Touring Taipei - Back to the Future

Cindy Wu
Feb 15, 2001

Going home is supposed to be like treading down the memory lane. It's hardly so this time. Not many things from my childhood are left standing. The Taipei before my eyes was something completely new, something that did not existed in my imagination of what Taipei would be like in the future of my past. Perhaps, it is because in the past I had never included Taipei in my future. I belonged to the generation that "came to Taida and went to America". I left Taipei in 1985, when buses were still the major means of transportation and though economic outlooks were good, personal wealth was not prevalent and not many people owned cars. Department stores we had some but not as big and many nor were they stocked with so many brand names and so many merchandises. Roads were being constructed but the the boundaries of Taipei were still being drawn north to Yuen Shan, where the City Zoo used to be, west to Wan Hwa, where the famous Lun Shan Temple is, south to Gong Guan, where Taida is and east to Soong Shan, where the International Airport used to be. When did it become such a sprawling metropolitan?

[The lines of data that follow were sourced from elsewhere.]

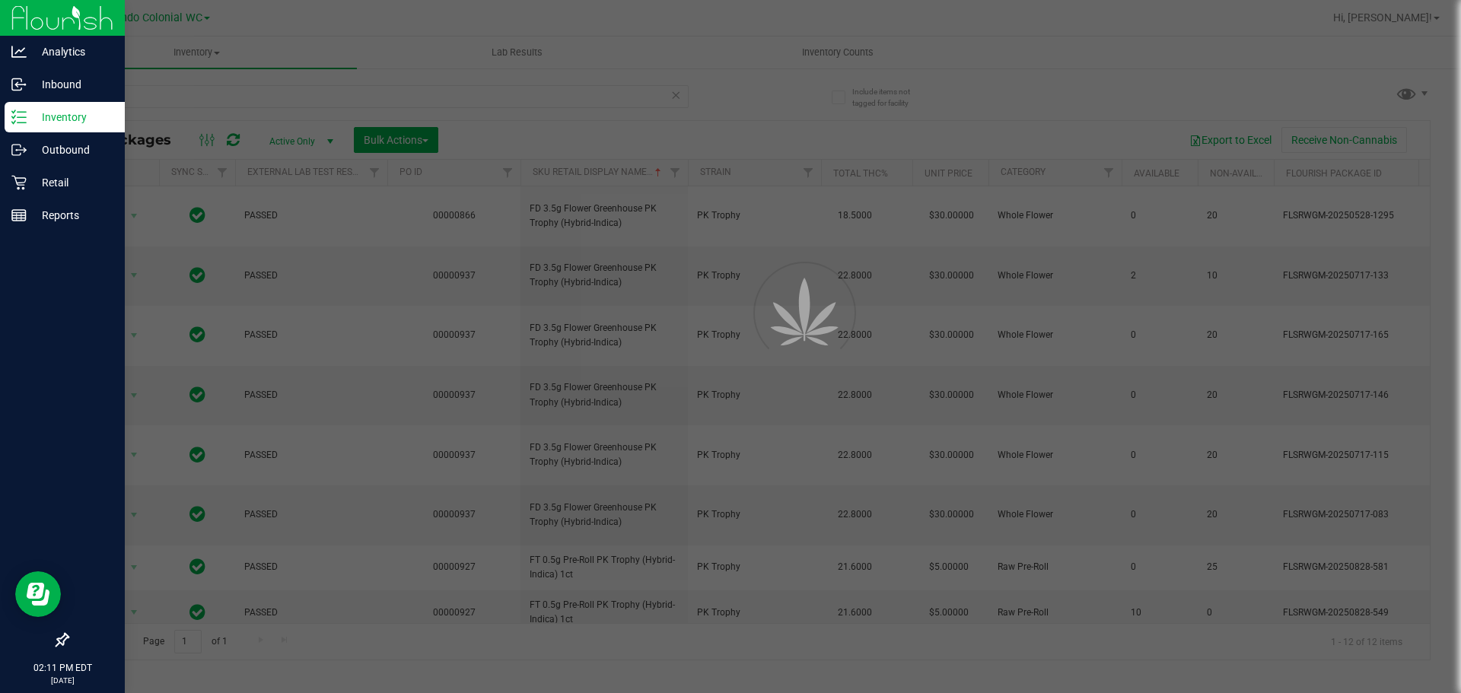 The width and height of the screenshot is (1461, 693). What do you see at coordinates (72, 150) in the screenshot?
I see `p: Outbound` at bounding box center [72, 150].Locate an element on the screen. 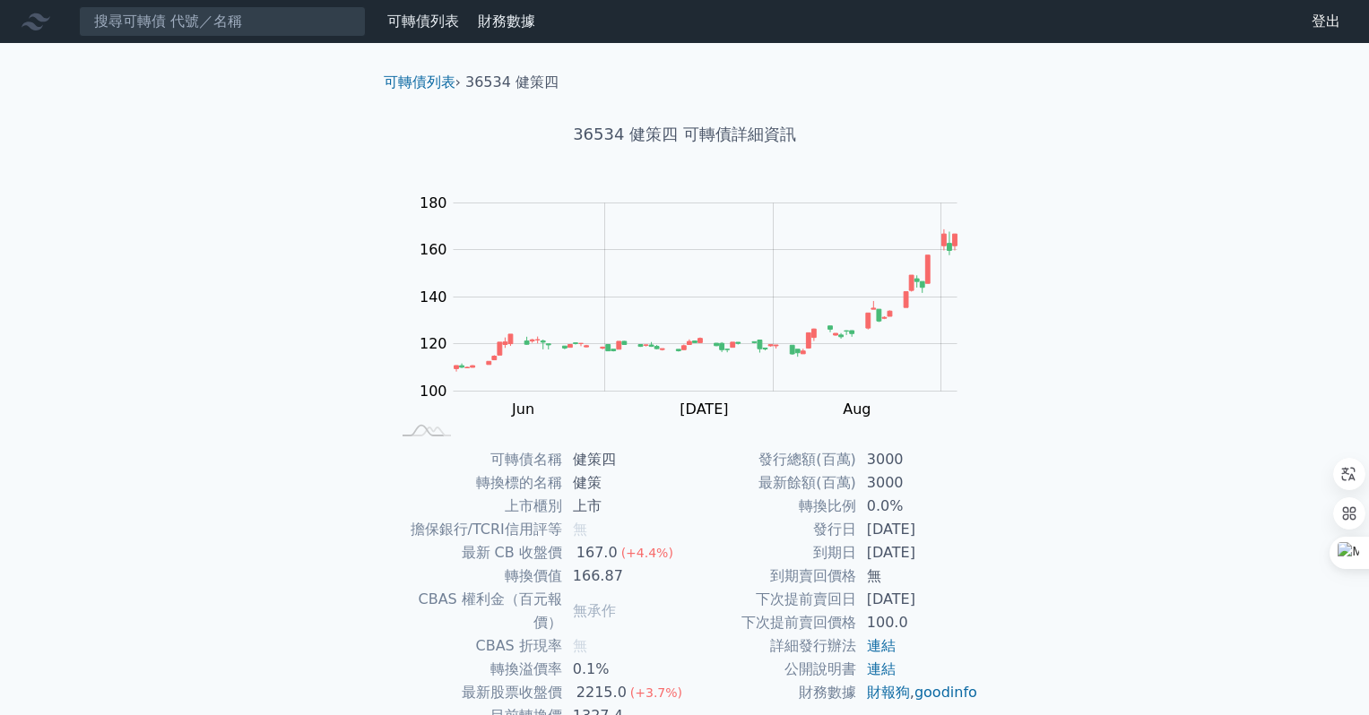  td: 財務數據 is located at coordinates (770, 693).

Sure Taipei was expanding even back then but a trip to Dan Shui, where the Dan Shui River enters the ocean or to Mu Tsar where the City Zoo is today took about two hours and could hardly be done on a spur of the moment like we did this time. Even when I visited four years ago, the vision of Taipei today still eluded me. The Rapid Transit was on its way but its construction only made the traffic situation worst. I remembered not being able to cross the street even when the lights turned green in our favor because the motorcycles kept zooming by making right turns that one had to step in front of them in order to cross. After watching the motorcyclists gingerly avoiding collision with the pedestrians for a week, I finally got used to the idea that it's a risk you'd have to take if you ever wanted to get to the other side. What a difference four years made. Considerable amount of cars and motorcycles stayed off the road this time we visited.

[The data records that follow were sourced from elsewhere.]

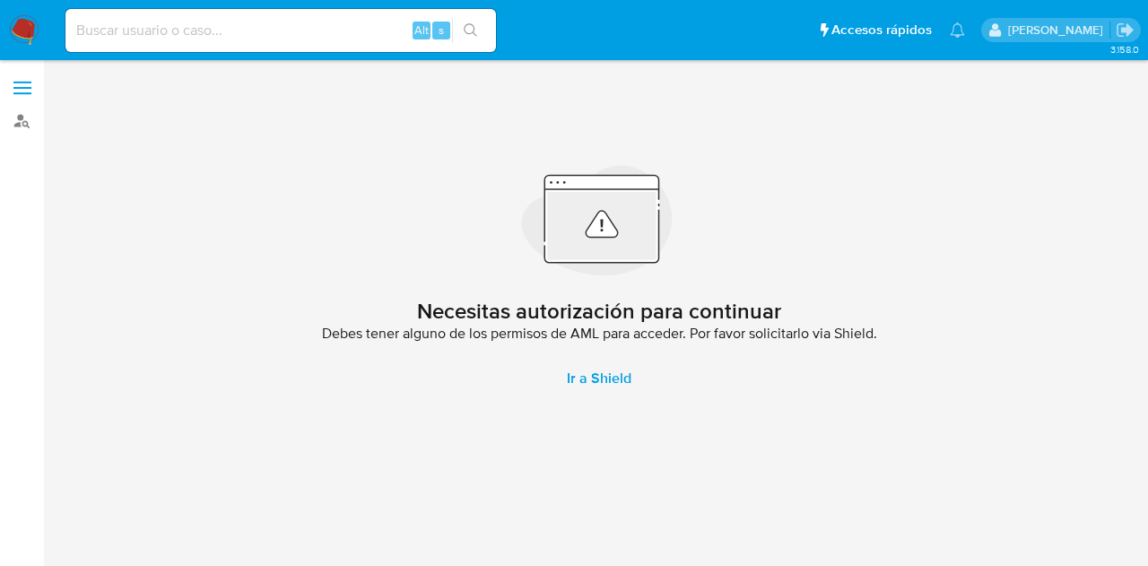  What do you see at coordinates (441, 30) in the screenshot?
I see `span: s` at bounding box center [441, 30]. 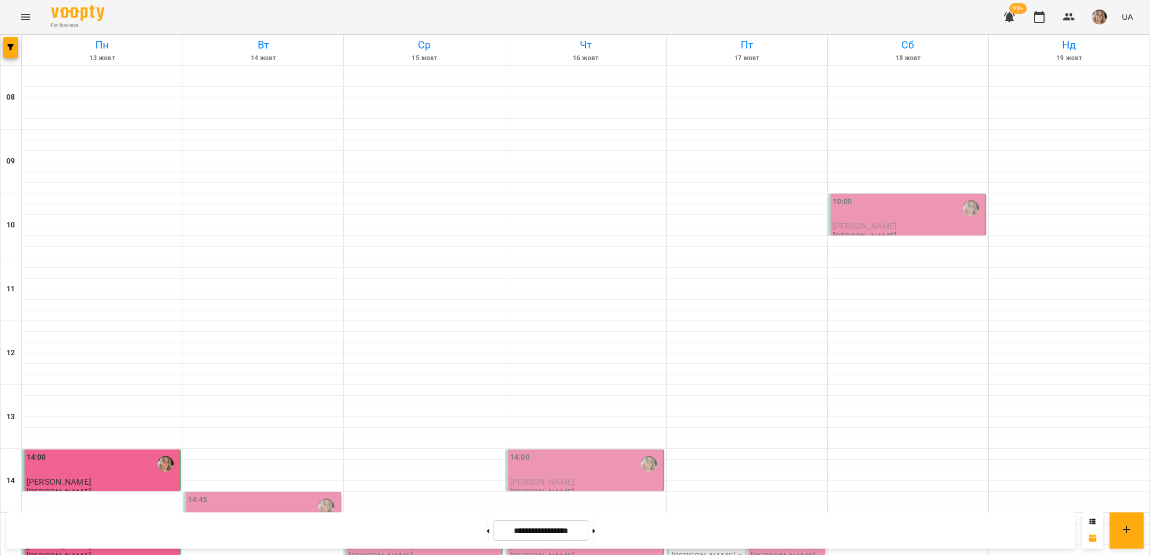 What do you see at coordinates (1069, 58) in the screenshot?
I see `h6: 19 жовт` at bounding box center [1069, 58].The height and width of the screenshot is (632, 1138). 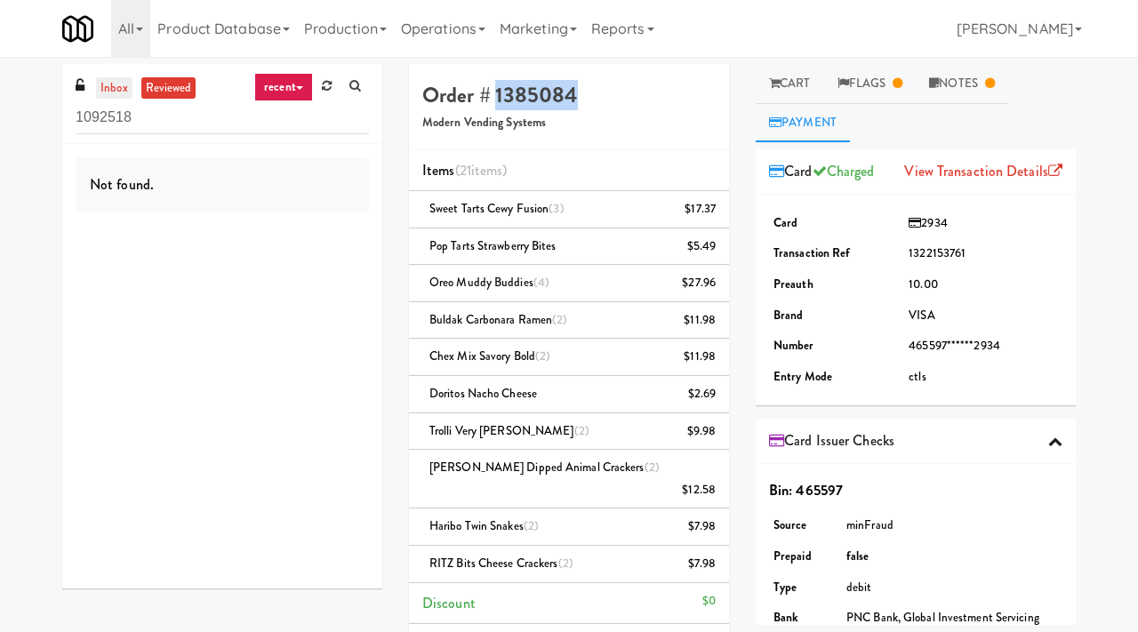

Rapid Transit, that's what makes Taipei the modern science-fictional version of an old childhood neighborhood. Never would I have imagined Taipei with the subways when I was growing up. How could I? I only experienced the subways for the very first time when I left Taipei in 1985 and landed in New York. What New York City has is a hundred-year old system with dirty rusty cars and dim holes in the ground. What we rode on in Taipei is a fleet of brand new, immaculately clean, modern mass transportation vehicles arriving in grand underground stations in jet-like speed. The Rapid Transit took us to Dan Shui in thirty minutes, to Mu Tsar in fifteen. It took us around town and even has a main street of its own. On one rush hour trip when we had to take the taxi, the Rapid Transit took hundreds of would-be competitions off the road and cut our commute time considerably shorter than what would have been.

Perhaps it was also the weather that made our visit so pleasant this time. It helped to have visited Taipei in November when one could enjoy a stroll along the city sidewalks without drenching in sweat. The humid weather still showed its force when a couple of late year typhoons got too close bringing flood and muggy summer-like temperature of 85 degrees Fahrenheit. While walking around the City Hall neighborhood, I noticed there are more small parks and tree-lined sidewalks for pedestrians now. It is not only the City Hall area. I noticed the same when I walked from Suchou University to the National Palace Museum. There was a little but exquisite little park on the side of the road with a lily pond old oak trees and stone steps.

When I was a child, the zoo I visited had animals in cages lined closely to one another. The Taipei City Zoo we visited this time has different habitats for animals from different climates. It took us two hours to walk from one end to another. The Shi Lin Presidential Residence was another pleasant surprise. The gardens there took on so many forms that one could easily spend a half day there without being bored. The only place that did not change much is the National Palace Museum. They must have moved it closer, because getting there was a lot easier and quicker.

"You can never go home again." But I have gone to a much better place this time.